Car Rental Rip-Offs

Author
Discussion

Driver101

14,376 posts

122 months

Tuesday 6th October 2015
quotequote all
I recently hired a car from Enterprise. The car was less than £50 for 4 days.

They now have a £1000 excess regardless who is at blame for an accident or the damage. It also doesn't matter how minor the damage is. A windscreen or a tyre means £1000 apparently. That's wrong.

To remove the excess they wanted £65 extra. That is an excessive amount for insurance.

I guess the cheap prices get people in the door to start with.

sealtt

3,091 posts

159 months

Tuesday 6th October 2015
quotequote all
Driver101 said:
I recently hired a car from Enterprise. The car was less than £50 for 4 days.

They now have a £1000 excess regardless who is at blame for an accident or the damage. It also doesn't matter how minor the damage is. A windscreen or a tyre means £1000 apparently. That's wrong.

To remove the excess they wanted £65 extra. That is an excessive amount for insurance.

I guess the cheap prices get people in the door to start with.
That's not how an excess works. It just means you pay the first £1000 of any repair, not £1000 for any repair. So the windscreen you would only pay the actual cost of repair, say £150 for example, not £1000.

Driver101

14,376 posts

122 months

Tuesday 6th October 2015
quotequote all
sealtt said:
That's not how an excess works.

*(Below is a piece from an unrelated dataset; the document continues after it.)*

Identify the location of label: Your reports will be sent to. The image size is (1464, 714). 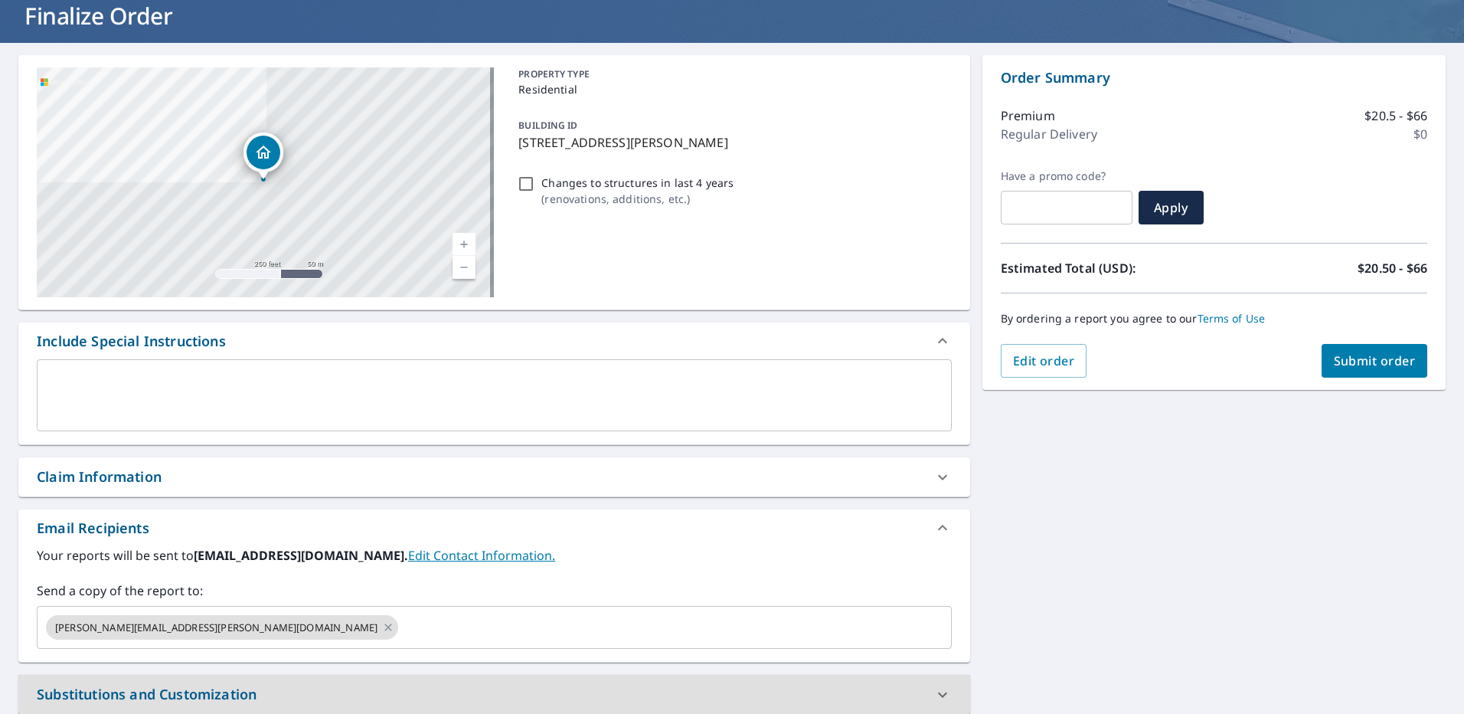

It just means you pay the first £1000 of any repair, not £1000 for any repair. So the windscreen you would only pay the actual cost of repair, say £150 for example, not £1000.
That is my understanding of an excess, but the guy was very clear on it after I questioned him.

He's either a pushy salesperson telling lies, or its a very harsh policy.

oilydan

Original Poster:

2,030 posts

272 months

Tuesday 6th October 2015
quotequote all
My excesses for theft or collision damage were still GBP1000.

I did not take the excess waiver.

ferrariF50lover

1,834 posts

227 months

Tuesday 6th October 2015
quotequote all
sealtt said:
That's not how an excess works. It just means you pay the first £1000 of any repair, not £1000 for any repair. So the windscreen you would only pay the actual cost of repair, say £150 for example, not £1000.
You're half right. Take the grand up front, repay what isn't used later.

Even with £1000 excess, repairing cars and dealing with PI still costs large rental companies many millions a year.

Sheepshanks

32,802 posts

120 months

Tuesday 6th October 2015
quotequote all
sealtt said:
That's not how an excess works. It just means you pay the first £1000 of any repair, not £1000 for any repair. So the windscreen you would only pay the actual cost of repair, say £150 for example, not £1000.
Windscreen would typically be way more expensive than that, and the other thing is they'll charge for the car being unavailable for hire.

surveyor

17,843 posts

185 months

Tuesday 6th October 2015
quotequote all
sealtt said:
Driver101 said:
I recently hired a car from Enterprise. The car was less than £50 for 4 days.

They now have a £1000 excess regardless who is at blame for an accident or the damage. It also doesn't matter how minor the damage is. A windscreen or a tyre means £1000 apparently. That's wrong.

To remove the excess they wanted £65 extra. That is an excessive amount for insurance.

I guess the cheap prices get people in the door to start with.
That's not how an excess works. It just means you pay the first £1000 of any repair, not £1000 for any repair. So the windscreen you would only pay the actual cost of repair, say £150 for example, not £1000.
I've had this discussion with them. They will take the full amount there and then and refund what they don't spend.

I use Hertz nowadays and rarely have problems, although there online quoting does sometimes get a bit erratic, and needs a phone call to book.